Life as it Stands
I was going to post another restaurant today, but I really, really had a lot of issues with the place and had nothing at all nice to say. I know my motto has never been that if you have nothing nice to say, you should say nothing at all, but the thing is, the place just opened, and there’s nothing at all about it written in English yet. In discussing it with B (who was also pretty pissed when it came time to pay the bill), I realized that however small and insignificant this blog might be, the post would probably be the first thing to pop up in an English Google search just by default. I’m not a restaurant critic — that’s for absolute certain. And while I may come around to posting negative things in the future, I’d rather just stick to sharing places I find that I quite enjoyed for now.
So I thought, instead, how about a little bit of that old-style INP blogging type stuff? It’s hard. Something has shifted with me. It started with the move to the new job, where running my mouth on the internet in too much detail about my life could have put me in serious trouble with my employer. And then, over time, I just lost my way with posting about my personal life. I got old and married, as well, which I’m sure hasn’t helped.
You’d think I’d be keen, after the past year, to just kind of take it easy for a while, but I can’t seem to can the frenetic energy that’s kept me jumping from thing to thing over the years. Add to that the fact that I’ve just turned 31 and am genuinely beginning to panic about how little I time I have left on this earth (?), and I can’t sit still at all. Poor B has spent the last week or so complaining about how I’ve been ignoring him, which isn’t really fair, but I can see how it may feel that way after I spent the last year vegging out at home whenever I wasn’t at work. Now I’m home all the time, but I’m always up to something.
Above all, I don’t want to go backwards. I want life to keep getting better. I want to spend my time doing the things I love. Currently, my main focus is on figuring out a way to get someone to pay me to write without having to do all kinds of other unpleasant things, like organizing tax information for 100+ international freelance writers and photographers… in Korean. Just as a random, completely hypothetical example.
I’m studying German, or trying to, which is mostly hilarious. Learning the violin, which is the same. It’s a noisy household these days. A smelly one, as well, at times, given all of the little science experiments I’ve filled our kitchen cabinet with.
I made kimchi, properly, for the first time, in February — a messy, back-bending, weekend-long affair that destroyed the apartment as well as a couple of old t-shirts. After shipping a batch off to my mother-in-law, I was informed that I need to be more thorough with the saucing, add more of everything to the sauce (which is kind of a regional thing — Gyeongsang-d0 kimchi is funky, but I happen to agree with her there), but that the salting and fermentation were impressive and that overall I’d managed to produce certifiably edible kimchi the first time out. I’ve been asked to make and send more, which really, genuinely surprised me. And yes, I’m bragging. But most important is the fact that we don’t have to call 엄마 to beg for kimchi now, which always made me feel like a jerk. Instead, I can pay some of that kindness back (albeit, less deliciously).
Things with B are good. He’s good. Thanks to a friend we visited in Vienna, who recently had a baby and who is trying to draw me into her tangled little web of motherhood, he’s a little bit baby crazy at the moment. I’m not. As owner of the incubator, luckily, I get the final say. And the final say right now is, if we move out of Seoul (to Europe, the countryside or a more manageable city), I will think about it, but I’m not hauling my big pregnant ass around this city full of psychotic bus drivers and crammed sidewalks. Ditto an actual tiny human. Also, I’m just not ready in general. We don’t even know where we will be living next year, for god’s sake. Let’s save that for later.
I don’t know what else to say, really. I’m trying to get and stay focused, to choose one direction and move in it. I guess if the biggest problem I have is having too many things that I want to do and the leisure and privilege to choose among them, life could probably be a lot worse. In fact, it has been. So forgive me for savoring every last drop of the present.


### PROBLEM TO WORK ON
The output should be limited to the line holding "What do you see at coordinates (841, 14)" and the lines after it through the end of the entries, each restated exactly.

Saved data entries
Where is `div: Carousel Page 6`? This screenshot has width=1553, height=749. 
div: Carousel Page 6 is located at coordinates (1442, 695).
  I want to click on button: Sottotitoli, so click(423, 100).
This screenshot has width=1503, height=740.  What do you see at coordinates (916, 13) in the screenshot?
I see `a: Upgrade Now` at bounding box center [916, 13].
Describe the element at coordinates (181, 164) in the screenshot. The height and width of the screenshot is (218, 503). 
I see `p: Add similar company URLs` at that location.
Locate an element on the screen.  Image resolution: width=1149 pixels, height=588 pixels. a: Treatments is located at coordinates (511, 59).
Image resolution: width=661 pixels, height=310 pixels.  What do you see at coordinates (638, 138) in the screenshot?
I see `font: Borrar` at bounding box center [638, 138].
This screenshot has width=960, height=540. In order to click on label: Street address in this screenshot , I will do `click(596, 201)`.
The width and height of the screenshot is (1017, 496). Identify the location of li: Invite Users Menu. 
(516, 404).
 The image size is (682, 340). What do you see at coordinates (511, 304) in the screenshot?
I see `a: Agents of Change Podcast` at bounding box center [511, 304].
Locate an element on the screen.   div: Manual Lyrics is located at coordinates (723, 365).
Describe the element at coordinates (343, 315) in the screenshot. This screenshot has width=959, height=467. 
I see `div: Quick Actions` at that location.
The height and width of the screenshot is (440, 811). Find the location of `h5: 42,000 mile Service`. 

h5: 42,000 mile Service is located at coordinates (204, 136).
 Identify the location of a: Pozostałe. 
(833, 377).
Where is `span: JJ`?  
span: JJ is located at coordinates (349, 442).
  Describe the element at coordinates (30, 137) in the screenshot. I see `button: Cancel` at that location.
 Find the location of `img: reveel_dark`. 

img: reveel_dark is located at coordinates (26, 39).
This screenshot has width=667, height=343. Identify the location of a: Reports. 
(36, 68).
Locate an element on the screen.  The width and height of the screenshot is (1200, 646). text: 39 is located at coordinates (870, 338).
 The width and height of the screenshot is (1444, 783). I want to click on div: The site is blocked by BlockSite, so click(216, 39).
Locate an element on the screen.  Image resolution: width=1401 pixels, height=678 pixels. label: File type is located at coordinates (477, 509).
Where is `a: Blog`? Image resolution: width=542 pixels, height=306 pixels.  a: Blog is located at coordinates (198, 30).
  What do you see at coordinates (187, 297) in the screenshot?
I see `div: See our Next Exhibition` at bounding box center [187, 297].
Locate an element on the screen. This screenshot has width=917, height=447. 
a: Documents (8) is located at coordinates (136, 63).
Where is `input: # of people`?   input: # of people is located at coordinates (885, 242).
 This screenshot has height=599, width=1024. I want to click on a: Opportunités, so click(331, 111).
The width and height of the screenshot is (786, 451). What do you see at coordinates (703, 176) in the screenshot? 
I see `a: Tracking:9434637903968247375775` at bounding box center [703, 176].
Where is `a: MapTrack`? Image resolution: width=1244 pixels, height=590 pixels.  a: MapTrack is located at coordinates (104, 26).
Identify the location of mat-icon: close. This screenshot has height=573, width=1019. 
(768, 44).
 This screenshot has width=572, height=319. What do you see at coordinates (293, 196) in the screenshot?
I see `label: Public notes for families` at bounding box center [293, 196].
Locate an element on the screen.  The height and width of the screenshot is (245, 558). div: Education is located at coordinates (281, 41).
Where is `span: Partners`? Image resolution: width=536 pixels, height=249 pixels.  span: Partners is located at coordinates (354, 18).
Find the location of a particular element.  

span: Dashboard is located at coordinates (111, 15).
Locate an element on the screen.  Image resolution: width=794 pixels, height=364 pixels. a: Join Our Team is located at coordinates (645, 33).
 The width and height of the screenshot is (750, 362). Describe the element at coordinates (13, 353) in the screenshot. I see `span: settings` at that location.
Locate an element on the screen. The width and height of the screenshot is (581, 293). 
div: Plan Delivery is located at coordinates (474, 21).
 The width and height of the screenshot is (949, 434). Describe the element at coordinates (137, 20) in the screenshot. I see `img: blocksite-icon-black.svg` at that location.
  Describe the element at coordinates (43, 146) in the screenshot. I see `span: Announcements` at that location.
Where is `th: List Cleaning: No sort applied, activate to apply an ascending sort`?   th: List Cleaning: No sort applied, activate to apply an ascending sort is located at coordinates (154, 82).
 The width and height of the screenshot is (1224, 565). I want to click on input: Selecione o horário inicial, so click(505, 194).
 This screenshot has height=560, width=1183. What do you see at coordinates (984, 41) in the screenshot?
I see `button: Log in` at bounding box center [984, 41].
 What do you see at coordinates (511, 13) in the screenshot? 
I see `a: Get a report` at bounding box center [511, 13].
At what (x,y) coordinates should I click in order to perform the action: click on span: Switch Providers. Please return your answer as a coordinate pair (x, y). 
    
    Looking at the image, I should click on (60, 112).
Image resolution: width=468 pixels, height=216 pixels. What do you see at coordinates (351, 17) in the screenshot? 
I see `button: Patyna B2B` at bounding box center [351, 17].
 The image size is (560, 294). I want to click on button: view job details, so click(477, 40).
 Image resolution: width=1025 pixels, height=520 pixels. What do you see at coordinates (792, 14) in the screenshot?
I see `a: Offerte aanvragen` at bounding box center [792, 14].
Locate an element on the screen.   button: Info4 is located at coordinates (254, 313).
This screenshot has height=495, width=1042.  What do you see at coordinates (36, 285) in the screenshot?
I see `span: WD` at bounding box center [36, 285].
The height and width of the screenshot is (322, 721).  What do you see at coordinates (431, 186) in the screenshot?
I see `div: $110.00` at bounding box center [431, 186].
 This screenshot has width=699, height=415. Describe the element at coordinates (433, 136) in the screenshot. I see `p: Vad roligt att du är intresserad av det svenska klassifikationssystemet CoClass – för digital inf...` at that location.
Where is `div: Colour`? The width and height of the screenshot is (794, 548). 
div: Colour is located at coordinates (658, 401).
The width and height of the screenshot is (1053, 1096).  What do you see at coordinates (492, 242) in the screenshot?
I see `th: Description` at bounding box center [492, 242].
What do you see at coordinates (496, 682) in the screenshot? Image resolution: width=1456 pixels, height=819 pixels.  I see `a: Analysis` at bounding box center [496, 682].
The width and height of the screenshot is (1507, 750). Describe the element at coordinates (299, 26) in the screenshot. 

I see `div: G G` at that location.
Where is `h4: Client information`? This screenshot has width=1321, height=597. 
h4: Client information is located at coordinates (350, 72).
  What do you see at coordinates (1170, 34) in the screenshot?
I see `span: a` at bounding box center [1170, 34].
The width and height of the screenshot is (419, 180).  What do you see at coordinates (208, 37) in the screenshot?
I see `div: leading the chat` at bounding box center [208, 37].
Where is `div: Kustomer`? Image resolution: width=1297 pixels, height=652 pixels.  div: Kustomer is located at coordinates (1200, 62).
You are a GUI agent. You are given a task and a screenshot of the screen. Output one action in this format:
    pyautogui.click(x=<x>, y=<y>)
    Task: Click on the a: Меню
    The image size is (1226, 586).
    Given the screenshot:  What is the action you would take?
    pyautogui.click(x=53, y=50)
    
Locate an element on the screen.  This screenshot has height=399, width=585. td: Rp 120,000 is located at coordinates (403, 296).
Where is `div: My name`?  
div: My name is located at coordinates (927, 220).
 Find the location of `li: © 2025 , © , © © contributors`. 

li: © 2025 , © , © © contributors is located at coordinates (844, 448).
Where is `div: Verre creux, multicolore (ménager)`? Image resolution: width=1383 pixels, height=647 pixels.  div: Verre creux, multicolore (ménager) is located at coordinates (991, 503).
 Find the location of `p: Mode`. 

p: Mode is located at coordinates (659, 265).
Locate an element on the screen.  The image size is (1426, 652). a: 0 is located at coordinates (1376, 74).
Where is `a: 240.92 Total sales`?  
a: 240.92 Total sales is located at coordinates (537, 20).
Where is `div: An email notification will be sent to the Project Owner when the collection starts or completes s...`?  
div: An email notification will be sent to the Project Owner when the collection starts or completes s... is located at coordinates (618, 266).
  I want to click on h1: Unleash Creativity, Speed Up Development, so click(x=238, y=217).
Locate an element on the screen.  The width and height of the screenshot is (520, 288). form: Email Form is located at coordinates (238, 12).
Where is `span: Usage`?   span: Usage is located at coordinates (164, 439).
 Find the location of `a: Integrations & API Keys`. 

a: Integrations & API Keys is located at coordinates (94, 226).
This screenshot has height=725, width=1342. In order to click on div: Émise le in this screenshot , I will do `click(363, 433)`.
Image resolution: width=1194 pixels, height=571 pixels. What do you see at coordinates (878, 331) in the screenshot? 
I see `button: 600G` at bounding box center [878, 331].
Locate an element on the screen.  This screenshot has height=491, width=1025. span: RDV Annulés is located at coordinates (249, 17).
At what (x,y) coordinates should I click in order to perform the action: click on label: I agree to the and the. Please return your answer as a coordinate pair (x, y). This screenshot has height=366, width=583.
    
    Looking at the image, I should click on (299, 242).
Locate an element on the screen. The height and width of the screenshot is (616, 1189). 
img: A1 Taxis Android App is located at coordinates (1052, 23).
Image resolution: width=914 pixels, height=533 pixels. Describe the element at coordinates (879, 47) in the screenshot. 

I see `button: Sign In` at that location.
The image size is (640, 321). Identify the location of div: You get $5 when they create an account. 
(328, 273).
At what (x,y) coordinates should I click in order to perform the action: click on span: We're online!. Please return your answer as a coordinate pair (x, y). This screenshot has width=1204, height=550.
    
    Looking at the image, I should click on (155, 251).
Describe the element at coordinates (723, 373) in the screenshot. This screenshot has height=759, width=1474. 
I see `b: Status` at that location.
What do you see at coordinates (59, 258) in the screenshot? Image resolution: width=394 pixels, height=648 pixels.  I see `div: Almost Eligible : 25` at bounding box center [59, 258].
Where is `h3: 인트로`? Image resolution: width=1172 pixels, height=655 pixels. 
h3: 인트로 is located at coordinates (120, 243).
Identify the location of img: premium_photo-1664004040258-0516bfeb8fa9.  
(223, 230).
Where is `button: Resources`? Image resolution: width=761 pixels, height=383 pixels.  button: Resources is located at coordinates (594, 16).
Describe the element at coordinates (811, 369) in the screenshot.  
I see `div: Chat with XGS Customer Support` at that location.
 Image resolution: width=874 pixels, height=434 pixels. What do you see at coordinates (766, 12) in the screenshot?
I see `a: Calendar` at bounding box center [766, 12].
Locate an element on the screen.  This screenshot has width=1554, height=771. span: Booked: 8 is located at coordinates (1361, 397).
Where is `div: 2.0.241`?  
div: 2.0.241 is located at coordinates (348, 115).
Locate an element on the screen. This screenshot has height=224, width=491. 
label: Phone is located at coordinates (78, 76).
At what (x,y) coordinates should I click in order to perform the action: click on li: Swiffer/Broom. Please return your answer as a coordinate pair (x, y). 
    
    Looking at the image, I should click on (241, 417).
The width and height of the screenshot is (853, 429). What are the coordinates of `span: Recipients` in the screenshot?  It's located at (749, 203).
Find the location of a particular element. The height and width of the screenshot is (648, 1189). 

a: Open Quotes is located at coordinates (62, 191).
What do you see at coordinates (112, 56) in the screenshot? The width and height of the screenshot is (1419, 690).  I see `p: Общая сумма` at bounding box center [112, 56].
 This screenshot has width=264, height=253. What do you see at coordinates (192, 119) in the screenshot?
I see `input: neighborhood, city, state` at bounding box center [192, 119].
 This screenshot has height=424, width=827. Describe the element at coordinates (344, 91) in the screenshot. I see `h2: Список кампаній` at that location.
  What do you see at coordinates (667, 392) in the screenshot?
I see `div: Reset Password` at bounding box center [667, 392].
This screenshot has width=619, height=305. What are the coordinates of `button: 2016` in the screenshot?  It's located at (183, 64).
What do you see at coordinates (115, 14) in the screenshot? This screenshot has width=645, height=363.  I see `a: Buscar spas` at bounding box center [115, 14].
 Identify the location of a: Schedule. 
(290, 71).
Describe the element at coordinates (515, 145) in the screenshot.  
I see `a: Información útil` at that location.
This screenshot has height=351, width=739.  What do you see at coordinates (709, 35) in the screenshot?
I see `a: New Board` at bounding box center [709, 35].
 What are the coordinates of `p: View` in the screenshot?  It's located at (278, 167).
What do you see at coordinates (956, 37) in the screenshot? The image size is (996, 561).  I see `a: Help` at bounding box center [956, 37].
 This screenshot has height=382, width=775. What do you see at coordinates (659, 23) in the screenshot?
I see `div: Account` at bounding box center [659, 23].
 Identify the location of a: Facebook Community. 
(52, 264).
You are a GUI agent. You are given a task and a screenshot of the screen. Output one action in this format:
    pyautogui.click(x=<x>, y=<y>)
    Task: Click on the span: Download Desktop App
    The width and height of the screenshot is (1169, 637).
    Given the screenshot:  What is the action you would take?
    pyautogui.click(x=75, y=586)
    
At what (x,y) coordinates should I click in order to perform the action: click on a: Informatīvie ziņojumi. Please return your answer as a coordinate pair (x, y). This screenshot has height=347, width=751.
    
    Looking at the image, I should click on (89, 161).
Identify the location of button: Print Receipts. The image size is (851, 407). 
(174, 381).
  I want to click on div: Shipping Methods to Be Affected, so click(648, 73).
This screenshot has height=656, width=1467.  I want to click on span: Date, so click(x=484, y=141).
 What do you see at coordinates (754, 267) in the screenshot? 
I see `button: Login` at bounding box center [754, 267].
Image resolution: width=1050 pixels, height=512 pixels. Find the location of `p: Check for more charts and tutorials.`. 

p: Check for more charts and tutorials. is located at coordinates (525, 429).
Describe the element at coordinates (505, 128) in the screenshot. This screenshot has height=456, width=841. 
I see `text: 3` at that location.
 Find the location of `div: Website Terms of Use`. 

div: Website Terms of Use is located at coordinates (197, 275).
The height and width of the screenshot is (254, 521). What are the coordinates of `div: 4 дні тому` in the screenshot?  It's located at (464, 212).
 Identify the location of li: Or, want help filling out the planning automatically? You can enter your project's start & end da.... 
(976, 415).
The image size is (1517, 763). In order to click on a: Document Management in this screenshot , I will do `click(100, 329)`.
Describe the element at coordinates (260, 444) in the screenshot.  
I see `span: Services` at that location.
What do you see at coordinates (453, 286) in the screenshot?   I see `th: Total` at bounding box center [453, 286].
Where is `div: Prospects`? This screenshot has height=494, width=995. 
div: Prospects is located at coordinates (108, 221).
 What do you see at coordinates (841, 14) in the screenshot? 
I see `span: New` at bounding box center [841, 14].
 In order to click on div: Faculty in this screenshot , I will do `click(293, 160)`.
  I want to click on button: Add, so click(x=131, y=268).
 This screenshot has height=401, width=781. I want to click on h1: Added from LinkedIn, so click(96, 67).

### TASK RESULT
 What do you see at coordinates (841, 14) in the screenshot? 
I see `span: New` at bounding box center [841, 14].
 In order to click on div: Faculty in this screenshot , I will do `click(293, 160)`.
  I want to click on button: Add, so click(x=131, y=268).
 This screenshot has height=401, width=781. I want to click on h1: Added from LinkedIn, so click(96, 67).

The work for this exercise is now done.